The Treasure-Train eBook

Arthur B. Reeve
This eBook from the Gutenberg Project consists of approximately 324 pages of information about The Treasure-Train.

The Treasure-Train eBook

Arthur B. Reeve
This eBook from the Gutenberg Project consists of approximately 324 pages of information about The Treasure-Train.

While we were thanking Erickson, I saw that Whitson had taken the occasion also to thank Mrs. Erickson, with whom he had been talking, just a bit apart from the group.  He made no secret of his attentions, though I thought she was a bit embarrassed by them at such a time.  Indeed, she started rather abruptly toward the group which was now intent on surveying the town, and as she did so, I noted that she had forgotten her hand-bag, which lay on a deck-chair near where they had been sitting.

I picked it up to restore it.  Some uncontrollable curiosity prompted me and I hesitated.  All were still looking at the town.  I opened the bag.  Inside was a little bottle of grayish liquid.  What should I do?  Any moment she or Whitson might turn around.  Hastily I pulled off the cap of my fountain-pen and poured into it some of the liquid, replacing the cork in the bottle and dropping it back into the bag, while I disposed of the cap as best I could without spilling its contents.

Whether either she or any one else had observed me, I was not going to run any chances of being seen.  I called a passing steward.  “Mrs. Erickson forgot her bag,” I said, pointing hastily to it.  “You’ll find her over there with Mr. Whitson.”  Then I mingled in the crowd to watch her.  She did not seem to show any anxiety when she received it.

I lost no time in getting back to Kennedy and telling him what I had found, and a few moments later he made an excuse to go to our state-room, as eager as I was to know what had been in the little bottle.

First he poured out a drop of the liquid from the cap of my fountain-pen in some water.  It did not dissolve.  Successively he tried alcohol, ether, then pepsin.  None of them had any effect on it.  Finally, however, he managed to dissolve it in ammonia.

“Relatively high amount of sulphur,” he muttered, after a few moments more of study.  “Keratin, I believe.”

“A poison?” I asked.

Kennedy shook his head.  “No; harmless.”

“Then what is it for?”

He shrugged his shoulders.  He may have had some half-formed idea, but if he did it was still indefinite and he refused to commit himself.  Instead, he placed the sample in his traveling laboratory, closed and locked it, and, with our luggage, the box was ready to be taken ashore.

Nearly every one had gone ashore by the time we returned to the deck.  Whitson was there yet, talking to the captain, for the shipping at the port interested him.  I wondered whether he, too, might be suspicious of those cases consigned to Erickson and others.  If so, he said nothing of it.

By this time several vessels that looked as if they might be lighters, though fairly large, had pulled up.  It seemed that they had been engaged to carry shipments of goods to the other islands of St. John and St. Croix.

Kennedy seemed eager now to get ashore, and we went, accompanied by Whitson, and after some difficulty established ourselves in a small hotel.

Copyrights
Project Gutenberg
The Treasure-Train from Project Gutenberg. Public domain.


* [Work item] Scan the material and copy out each line where the word "brevis" occurs.

* [Extracted records]
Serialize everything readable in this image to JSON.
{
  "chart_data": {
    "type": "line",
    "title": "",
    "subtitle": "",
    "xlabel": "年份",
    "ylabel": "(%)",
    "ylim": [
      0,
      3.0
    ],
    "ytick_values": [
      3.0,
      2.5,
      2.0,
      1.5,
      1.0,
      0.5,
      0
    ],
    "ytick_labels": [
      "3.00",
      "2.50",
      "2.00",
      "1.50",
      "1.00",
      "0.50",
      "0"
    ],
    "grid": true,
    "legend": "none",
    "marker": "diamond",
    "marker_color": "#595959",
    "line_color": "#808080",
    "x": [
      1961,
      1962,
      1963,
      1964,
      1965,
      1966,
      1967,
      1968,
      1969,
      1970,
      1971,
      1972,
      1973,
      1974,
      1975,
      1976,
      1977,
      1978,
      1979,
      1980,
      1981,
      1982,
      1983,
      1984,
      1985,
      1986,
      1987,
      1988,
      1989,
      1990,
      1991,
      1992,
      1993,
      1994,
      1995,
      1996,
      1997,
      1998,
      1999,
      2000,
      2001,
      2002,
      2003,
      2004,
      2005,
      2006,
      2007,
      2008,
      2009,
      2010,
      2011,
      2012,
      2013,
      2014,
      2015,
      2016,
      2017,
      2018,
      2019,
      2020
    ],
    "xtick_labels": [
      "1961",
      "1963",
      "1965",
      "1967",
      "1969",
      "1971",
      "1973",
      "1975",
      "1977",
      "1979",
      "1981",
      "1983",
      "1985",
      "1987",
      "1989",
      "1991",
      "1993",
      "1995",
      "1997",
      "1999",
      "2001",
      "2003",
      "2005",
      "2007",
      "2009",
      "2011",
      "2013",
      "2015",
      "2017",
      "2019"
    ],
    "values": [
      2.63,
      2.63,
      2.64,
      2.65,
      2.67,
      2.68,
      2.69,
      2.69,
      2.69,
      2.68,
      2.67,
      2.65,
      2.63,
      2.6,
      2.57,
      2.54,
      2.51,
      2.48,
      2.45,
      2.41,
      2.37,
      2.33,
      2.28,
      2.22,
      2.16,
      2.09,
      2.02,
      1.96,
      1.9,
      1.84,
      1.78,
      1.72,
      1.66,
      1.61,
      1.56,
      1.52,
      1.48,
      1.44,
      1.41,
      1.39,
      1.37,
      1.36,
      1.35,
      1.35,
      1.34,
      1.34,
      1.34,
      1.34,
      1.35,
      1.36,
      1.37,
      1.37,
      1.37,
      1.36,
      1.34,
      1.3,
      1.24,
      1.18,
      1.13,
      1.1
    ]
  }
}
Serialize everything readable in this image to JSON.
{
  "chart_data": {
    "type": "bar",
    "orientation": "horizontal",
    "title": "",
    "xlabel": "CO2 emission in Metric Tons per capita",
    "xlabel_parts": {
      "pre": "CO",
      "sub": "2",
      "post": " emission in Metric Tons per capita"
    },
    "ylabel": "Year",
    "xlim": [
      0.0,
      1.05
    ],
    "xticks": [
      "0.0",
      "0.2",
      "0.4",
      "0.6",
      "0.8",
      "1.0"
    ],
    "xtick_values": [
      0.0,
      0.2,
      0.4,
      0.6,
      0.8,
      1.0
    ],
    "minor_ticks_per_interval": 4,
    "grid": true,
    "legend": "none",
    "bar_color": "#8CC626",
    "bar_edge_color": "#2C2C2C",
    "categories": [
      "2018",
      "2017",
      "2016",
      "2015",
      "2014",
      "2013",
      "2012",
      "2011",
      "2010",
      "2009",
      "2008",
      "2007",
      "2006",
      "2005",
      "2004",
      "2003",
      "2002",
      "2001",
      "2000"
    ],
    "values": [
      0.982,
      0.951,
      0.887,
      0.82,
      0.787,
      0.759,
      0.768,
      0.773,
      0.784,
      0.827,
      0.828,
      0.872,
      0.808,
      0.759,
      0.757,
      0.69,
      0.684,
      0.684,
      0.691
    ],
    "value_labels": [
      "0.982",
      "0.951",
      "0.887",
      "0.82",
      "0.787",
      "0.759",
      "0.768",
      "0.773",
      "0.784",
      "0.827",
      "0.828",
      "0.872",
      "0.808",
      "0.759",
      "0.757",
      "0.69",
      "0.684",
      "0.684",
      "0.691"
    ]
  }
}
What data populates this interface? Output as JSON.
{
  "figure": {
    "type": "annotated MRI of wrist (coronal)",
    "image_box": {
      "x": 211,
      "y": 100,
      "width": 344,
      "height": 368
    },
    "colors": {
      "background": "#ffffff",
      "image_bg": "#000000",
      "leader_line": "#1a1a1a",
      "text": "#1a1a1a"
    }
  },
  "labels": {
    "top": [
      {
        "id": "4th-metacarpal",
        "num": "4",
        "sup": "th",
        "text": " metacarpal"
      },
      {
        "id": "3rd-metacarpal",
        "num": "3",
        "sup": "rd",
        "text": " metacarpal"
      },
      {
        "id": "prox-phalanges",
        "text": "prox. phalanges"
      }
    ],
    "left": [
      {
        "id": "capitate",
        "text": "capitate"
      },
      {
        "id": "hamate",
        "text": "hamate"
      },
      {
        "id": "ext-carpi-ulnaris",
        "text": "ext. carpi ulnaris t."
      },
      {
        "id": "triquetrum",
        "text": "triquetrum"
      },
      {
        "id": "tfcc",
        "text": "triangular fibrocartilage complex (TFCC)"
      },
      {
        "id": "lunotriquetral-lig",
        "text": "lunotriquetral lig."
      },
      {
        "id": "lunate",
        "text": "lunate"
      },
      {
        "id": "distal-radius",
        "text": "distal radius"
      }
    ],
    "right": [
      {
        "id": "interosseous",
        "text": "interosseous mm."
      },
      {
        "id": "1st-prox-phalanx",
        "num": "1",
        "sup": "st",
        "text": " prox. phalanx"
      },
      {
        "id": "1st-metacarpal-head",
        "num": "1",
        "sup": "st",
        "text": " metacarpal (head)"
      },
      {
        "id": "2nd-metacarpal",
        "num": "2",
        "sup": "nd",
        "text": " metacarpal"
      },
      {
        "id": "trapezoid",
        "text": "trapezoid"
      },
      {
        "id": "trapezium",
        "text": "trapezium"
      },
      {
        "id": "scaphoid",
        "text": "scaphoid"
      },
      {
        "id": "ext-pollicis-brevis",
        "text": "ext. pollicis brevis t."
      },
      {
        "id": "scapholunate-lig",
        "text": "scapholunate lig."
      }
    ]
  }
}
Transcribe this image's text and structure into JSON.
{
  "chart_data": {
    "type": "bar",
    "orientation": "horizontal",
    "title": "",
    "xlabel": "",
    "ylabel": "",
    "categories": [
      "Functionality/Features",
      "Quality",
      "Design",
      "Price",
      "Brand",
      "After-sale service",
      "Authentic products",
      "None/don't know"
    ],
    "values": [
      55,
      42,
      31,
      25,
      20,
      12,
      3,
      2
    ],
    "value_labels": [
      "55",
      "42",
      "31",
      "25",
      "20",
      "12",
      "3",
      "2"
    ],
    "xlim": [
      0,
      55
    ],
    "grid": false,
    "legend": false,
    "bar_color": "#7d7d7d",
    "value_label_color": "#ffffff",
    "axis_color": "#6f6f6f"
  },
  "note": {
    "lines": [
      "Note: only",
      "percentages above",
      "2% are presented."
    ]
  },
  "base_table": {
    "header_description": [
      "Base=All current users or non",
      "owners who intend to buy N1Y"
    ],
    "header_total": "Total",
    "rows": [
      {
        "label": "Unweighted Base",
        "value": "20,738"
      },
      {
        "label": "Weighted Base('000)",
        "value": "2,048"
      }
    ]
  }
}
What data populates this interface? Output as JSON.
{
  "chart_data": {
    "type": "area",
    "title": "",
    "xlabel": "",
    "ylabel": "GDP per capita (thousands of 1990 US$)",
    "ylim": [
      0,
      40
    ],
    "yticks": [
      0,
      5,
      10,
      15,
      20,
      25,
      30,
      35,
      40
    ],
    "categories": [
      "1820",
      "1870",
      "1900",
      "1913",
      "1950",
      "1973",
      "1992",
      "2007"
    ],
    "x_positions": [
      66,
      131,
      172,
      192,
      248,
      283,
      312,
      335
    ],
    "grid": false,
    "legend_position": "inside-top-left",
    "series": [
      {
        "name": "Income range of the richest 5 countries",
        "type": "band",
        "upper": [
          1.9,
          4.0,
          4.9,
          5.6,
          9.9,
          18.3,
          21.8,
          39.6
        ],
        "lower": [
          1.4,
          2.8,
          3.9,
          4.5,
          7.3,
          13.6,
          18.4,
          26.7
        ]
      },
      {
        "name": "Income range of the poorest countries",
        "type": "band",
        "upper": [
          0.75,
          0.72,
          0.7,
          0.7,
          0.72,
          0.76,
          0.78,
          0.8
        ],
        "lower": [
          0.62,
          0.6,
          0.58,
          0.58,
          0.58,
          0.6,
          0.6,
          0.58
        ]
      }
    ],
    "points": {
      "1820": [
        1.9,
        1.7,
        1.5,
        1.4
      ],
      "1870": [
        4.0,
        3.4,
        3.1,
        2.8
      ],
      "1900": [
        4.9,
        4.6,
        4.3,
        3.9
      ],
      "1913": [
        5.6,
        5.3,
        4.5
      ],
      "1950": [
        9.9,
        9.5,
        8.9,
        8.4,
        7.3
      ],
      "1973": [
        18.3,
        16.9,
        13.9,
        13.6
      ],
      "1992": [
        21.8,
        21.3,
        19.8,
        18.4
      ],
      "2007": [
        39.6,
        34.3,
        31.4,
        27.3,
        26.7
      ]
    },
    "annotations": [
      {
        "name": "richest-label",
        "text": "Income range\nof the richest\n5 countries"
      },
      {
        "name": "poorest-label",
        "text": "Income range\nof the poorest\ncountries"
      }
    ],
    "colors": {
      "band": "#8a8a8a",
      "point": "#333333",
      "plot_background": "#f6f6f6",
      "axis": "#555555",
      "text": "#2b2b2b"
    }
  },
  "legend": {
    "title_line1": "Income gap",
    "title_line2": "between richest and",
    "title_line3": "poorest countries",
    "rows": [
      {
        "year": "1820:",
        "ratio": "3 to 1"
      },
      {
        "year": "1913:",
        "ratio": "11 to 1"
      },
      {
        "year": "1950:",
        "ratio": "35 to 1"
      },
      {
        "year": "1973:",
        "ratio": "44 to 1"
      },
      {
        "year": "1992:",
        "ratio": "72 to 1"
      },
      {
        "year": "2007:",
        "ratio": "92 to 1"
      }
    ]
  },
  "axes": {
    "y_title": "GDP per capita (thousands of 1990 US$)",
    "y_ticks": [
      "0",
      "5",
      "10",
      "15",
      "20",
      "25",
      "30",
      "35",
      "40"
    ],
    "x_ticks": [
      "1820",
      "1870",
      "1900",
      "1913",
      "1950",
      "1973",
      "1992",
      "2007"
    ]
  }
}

* [Result]
        "id": "ext-pollicis-brevis",
        "text": "ext. pollicis brevis t."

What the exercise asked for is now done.